There has been so much talk about SEO fading out and finally dying. The truth is SEO is still here and it will stay. However, it is no longer practiced as people used to. There are many changes which must be taken into account if you want your SEO efforts to be rewarded well. Google, arguably the best and most popular search engine today has implemented a lot of changes which will affect SEO as we know and practice it.
The changes in search engines are meant to make things a lot easier for users. This is why old habits have to go and new ones have to be practiced. Link building is one of the many things which everyone used years before but it seems that it is no longer helpful today.
Although link building is still an important aspect of SEO, its relationship to other strategies has changed dramatically. We tend to cling to what is familiar and we tend to do things the way we always used to. This may be a good thing but there are times when this just won’t do. SEO is all about learning and adapting to changes.

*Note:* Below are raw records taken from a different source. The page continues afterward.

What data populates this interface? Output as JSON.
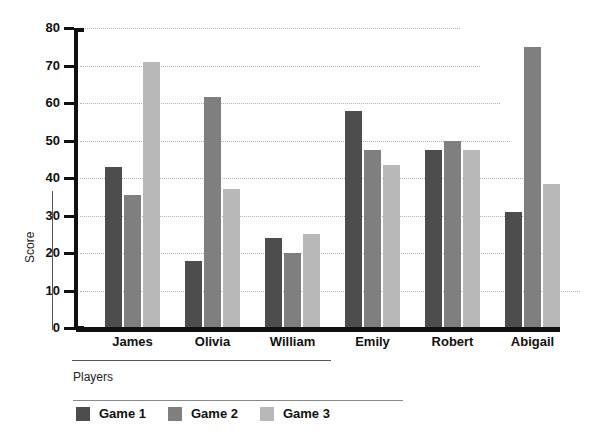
{
  "chart_data": {
    "type": "bar",
    "title": "",
    "xlabel": "Players",
    "ylabel": "Score",
    "categories": [
      "James",
      "Olivia",
      "William",
      "Emily",
      "Robert",
      "Abigail"
    ],
    "series": [
      {
        "name": "Game 1",
        "color": "#4d4d4d",
        "values": [
          43,
          18,
          24,
          58,
          47.5,
          31
        ]
      },
      {
        "name": "Game 2",
        "color": "#7f7f7f",
        "values": [
          35.5,
          61.5,
          20,
          47.5,
          50,
          75
        ]
      },
      {
        "name": "Game 3",
        "color": "#b8b8b8",
        "values": [
          71,
          37,
          25,
          43.5,
          47.5,
          38.5
        ]
      }
    ],
    "ylim": [
      0,
      80
    ],
    "yticks": [
      0,
      10,
      20,
      30,
      40,
      50,
      60,
      70,
      80
    ],
    "ytick_labels": [
      "0",
      "10",
      "20",
      "30",
      "40",
      "50",
      "60",
      "70",
      "80"
    ],
    "grid": true,
    "grid_style": "dotted",
    "legend_position": "bottom-left",
    "axis_color": "#111111",
    "background": "#ffffff"
  }
}
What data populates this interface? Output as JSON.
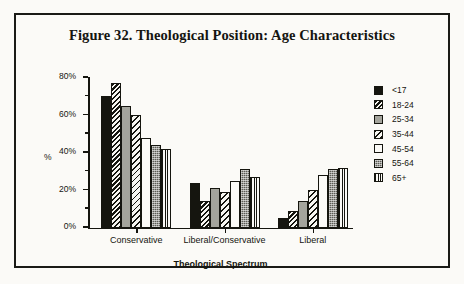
{
  "figure": {
    "title": "Figure 32. Theological Position: Age Characteristics",
    "frame_color": "#1a1a16",
    "background_color": "#fbfaf7"
  },
  "legend": {
    "position": "right",
    "items": [
      {
        "label": "<17",
        "pattern": "solid-black",
        "swatch_name": "legend-swatch-under17"
      },
      {
        "label": "18-24",
        "pattern": "diagonal-dark",
        "swatch_name": "legend-swatch-18-24"
      },
      {
        "label": "25-34",
        "pattern": "gray-mid",
        "swatch_name": "legend-swatch-25-34"
      },
      {
        "label": "35-44",
        "pattern": "diagonal-light",
        "swatch_name": "legend-swatch-35-44"
      },
      {
        "label": "45-54",
        "pattern": "white",
        "swatch_name": "legend-swatch-45-54"
      },
      {
        "label": "55-64",
        "pattern": "stipple-dark",
        "swatch_name": "legend-swatch-55-64"
      },
      {
        "label": "65+",
        "pattern": "vertical-line",
        "swatch_name": "legend-swatch-65plus"
      }
    ]
  },
  "axes": {
    "y_title": "%",
    "x_title": "Theological  Spectrum",
    "y_ticks": [
      "0%",
      "20%",
      "40%",
      "60%",
      "80%"
    ],
    "y_tick_values": [
      0,
      20,
      40,
      60,
      80
    ],
    "y_minor_values": [
      10,
      30,
      50,
      70
    ]
  },
  "chart_data": {
    "type": "bar",
    "title": "Figure 32. Theological Position: Age Characteristics",
    "xlabel": "Theological  Spectrum",
    "ylabel": "%",
    "ylim": [
      0,
      80
    ],
    "grid": false,
    "legend_position": "right",
    "categories": [
      "Conservative",
      "Liberal/Conservative",
      "Liberal"
    ],
    "series": [
      {
        "name": "<17",
        "values": [
          70,
          24,
          5
        ]
      },
      {
        "name": "18-24",
        "values": [
          77,
          14,
          9
        ]
      },
      {
        "name": "25-34",
        "values": [
          65,
          21,
          14
        ]
      },
      {
        "name": "35-44",
        "values": [
          60,
          19,
          20
        ]
      },
      {
        "name": "45-54",
        "values": [
          48,
          25,
          28
        ]
      },
      {
        "name": "55-64",
        "values": [
          44,
          31,
          31
        ]
      },
      {
        "name": "65+",
        "values": [
          42,
          27,
          32
        ]
      }
    ]
  }
}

One bad habit which everyone seems to be guilty of is the focus on links. It seems that everyone has this assumption that when they focus on links, they will be able to build more quality links and when they have quality links they do not have to worry much about content, technical information and site architecture. This is not the case and this could not be farther from the truth.
Having all your eggs, or should I say links, in one basket can hurt your SEO efforts very much. In 2003, an update called Cassandra which is the predecessor of today’s Penguin, weeded out low value SEO tactics and those that engaged in cross linking to their own websites became targets.
Florida is one of the more well-known updates which went after sites that stuffed keywords. A result of this is the high amount of competition between sites because there was no longer a single ranking for various terms.
Brandy is another update in 2004 and it focused on the relevance of a site’s content. The Nofollow attribute came about in 2005 and all of a sudden numerous sites saw a massive amount of links added to their sites and it became a lot more difficult to get new links with value. Halfway through the year, personalized results started appearing and depending on each user, results and search history varied greatly.
Jagger was an update released in October 2005 and it changed tactics such as paid links, link farms and reciprocal linking. Big Daddy was also rolled out in the same year and it allowed Google to crawl and index more pages and this led to the increase of competition among sites.
Before the most recent Panda update, there was Panda v1. Today everyone is wary of the Panda update that targets low quality content.
It’s critical to learn from previous updates. Links DO matter, but the benefits of link building as we knew it has changed.